Emerging Damage and Loss of Earnings. The Revenue Agency Returns to the Taxation to be Applied.

With its response to question no. 185 of April 8, 2022, the Revenue Agency provided clarification about demotion and damages for loss of chance, stating that the sums awarded on an equitable basis by the Court, to compensate for the injury to the employee’s professional capacity, are to be considered non-taxable, in that they can be configured as consequential damages and, therefore, are not subject to withholding tax.

Before going into the merits of the Revenue Agency’s ruling, in terms of demotion, we can distinguish:

  • the pecuniary damage, deriving from the impoverishment of the professional capacity of the worker or from the failure to acquire greater capacity, with the related loss of chances, that is, of further possibilities of earning,
  • non-asset damage, including, inter alia, (i) damage to the worker’s psychological and physical integrity, (ii) existential damage, such as any prejudice that is not merely emotional and inner, but objectively ascertainable, that alters the worker’s habits and relational assets, inducing him/her to make different life choices as regards the expression and realization of his/her personality in the outside world, (iii) damage to the professional image and (iv) damage to the worker’s personal dignity.

The case that involved the tax authority originated from the request of a company that, having already paid to the Revenue Agency the withholding tax – operated on an amount awarded as compensation for damages to an employee – wanted to understand

  • whether the interest was intended to make up for the damage suffered and, therefore, was to be considered as having no relevance to income and improperly subjected to withholding tax or, differently, as being intended to make up for the loss of profit, with full relevance to income and, therefore, correctly subjected to withholding tax,
  • the procedures for recovering the withholding tax potentially considered to have been paid in error, assuming that this can be done when submitting the supplementary 770/2021 form, relating to the 2020 tax year.

In 2020 the petitioner had paid in two tranches to a former employee, the entire sum awarded as compensation for demotion by a sentence of the Court appealed by the same employee.

Specifically, a first instalment as an amount net of withholding tax, then, at the official request of the former employee, who had claimed the non-taxability of the sum in question, a second instalment by paying the difference between what was settled with the judgment and what was received.

In response to the question, the tax authorities point out that, based on Article 6, paragraph 2 TUIR, income earned in lieu of income and indemnities received, including in the form of insurance, as compensation for damages consisting in the loss of income, excluding those dependent on permanent disability or death, constitute income of the same category as that replaced or lost.

In this regard, in practice it has been specified that the indemnities paid by way of compensation must be taxed, provided that they have a replacement or supplementary function for the income of the recipient; in substance, the sums paid in order to replace lost earnings (so-called loss of profit), both present and future, of the person who receives them, are taxable.

On the other hand, the indemnities paid in order to restore the assets of the subject, or in order to compensate the economic loss suffered by the assets (so-called “emerging damage”) do not assume income relevance.

In view of the above, the Agency concludes that the sums settled on an equitable basis by the Court, following the injury to the professional capacity of the worker, are to be considered non-taxable, in that they can be configured as emerging damage and, therefore, aimed at compensating the economic loss suffered by the assets.

Therefore, as the petitioning company has already returned the withholding tax to the former employee, it may recover this amount by submitting the supplementary declaration for Form 770/2021 relating to tax year 2020.

With the response to the rulling , therefore, the Revenue Agency reiterates not only that, in terms of demotion and loss of chance, the sums settled on an equitable basis by the Court, following the impairment of the employee’s professional capacity, are to be considered non-taxable, but also that the chance represents a value that can be independently assessed from an economic point of view, making its loss a current and compensable damage.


| Work order |
Among the records below, find the lines with the word "Time" and copy them.

[[ Study material open ]]

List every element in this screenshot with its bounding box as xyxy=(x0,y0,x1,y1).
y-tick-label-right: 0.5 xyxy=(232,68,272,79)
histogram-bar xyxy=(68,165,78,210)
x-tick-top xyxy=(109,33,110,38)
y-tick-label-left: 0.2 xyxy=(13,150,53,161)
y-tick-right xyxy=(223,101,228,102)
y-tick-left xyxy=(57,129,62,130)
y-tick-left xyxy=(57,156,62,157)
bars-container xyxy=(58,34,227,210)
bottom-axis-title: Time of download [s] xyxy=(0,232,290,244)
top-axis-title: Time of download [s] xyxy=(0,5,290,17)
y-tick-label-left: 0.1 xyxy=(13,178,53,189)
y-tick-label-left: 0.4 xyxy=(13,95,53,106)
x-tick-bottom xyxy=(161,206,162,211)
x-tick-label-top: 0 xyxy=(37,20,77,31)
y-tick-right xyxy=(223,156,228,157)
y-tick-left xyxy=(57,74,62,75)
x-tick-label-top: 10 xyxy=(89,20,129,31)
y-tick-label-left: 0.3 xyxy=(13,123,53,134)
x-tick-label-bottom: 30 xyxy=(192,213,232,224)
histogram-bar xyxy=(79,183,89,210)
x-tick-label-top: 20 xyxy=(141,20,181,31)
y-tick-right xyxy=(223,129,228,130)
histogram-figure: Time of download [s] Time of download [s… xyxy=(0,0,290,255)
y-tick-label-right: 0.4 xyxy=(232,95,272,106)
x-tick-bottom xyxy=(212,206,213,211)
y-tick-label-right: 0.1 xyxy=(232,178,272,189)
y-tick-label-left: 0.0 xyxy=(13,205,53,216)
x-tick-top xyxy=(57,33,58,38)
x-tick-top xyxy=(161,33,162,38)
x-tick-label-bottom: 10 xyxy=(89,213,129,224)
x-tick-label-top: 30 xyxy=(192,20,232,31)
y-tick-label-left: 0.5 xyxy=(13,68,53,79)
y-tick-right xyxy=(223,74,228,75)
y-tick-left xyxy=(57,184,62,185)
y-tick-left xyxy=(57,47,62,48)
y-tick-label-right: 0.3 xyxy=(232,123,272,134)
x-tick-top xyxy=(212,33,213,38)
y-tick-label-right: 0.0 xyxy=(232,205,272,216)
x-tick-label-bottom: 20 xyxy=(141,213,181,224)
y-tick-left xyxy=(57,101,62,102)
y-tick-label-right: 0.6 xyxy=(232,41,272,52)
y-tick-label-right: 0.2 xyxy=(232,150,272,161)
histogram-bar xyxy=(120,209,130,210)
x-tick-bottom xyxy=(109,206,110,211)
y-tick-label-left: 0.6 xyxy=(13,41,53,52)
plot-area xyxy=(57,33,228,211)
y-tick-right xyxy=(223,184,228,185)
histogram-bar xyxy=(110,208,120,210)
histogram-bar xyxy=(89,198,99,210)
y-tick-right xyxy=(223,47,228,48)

[[ Study material closed ]]
[[ Study material open ]]

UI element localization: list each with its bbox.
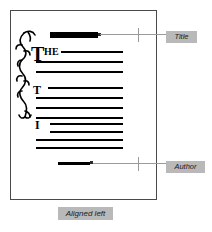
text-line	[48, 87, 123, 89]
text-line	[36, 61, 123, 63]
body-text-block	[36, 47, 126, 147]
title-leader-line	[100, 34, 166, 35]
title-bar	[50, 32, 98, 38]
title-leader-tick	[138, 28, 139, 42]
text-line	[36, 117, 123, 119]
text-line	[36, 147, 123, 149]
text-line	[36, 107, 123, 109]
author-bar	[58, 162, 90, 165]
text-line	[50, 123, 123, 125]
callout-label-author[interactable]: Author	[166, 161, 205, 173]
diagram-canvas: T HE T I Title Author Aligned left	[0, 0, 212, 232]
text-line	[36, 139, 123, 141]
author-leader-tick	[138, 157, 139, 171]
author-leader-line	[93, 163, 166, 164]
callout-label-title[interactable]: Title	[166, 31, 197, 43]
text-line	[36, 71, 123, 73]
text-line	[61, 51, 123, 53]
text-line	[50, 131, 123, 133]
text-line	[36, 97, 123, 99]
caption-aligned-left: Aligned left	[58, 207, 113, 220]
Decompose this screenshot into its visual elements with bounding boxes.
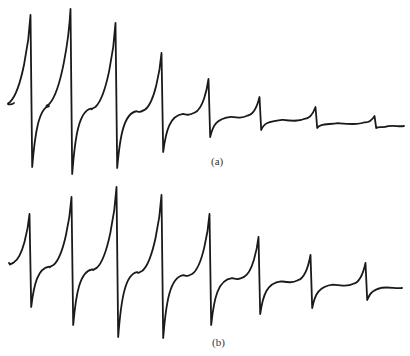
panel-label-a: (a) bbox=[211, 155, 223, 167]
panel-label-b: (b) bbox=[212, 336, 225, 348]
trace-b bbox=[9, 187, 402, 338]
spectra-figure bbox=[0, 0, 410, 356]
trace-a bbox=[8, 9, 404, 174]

[[ Study material closed ]]

| Expected output |
bottom-axis-title: Time of download [s] xyxy=(0,232,290,244)
top-axis-title: Time of download [s] xyxy=(0,5,290,17)
histogram-figure: Time of download [s] Time of download [s… xyxy=(0,0,290,255)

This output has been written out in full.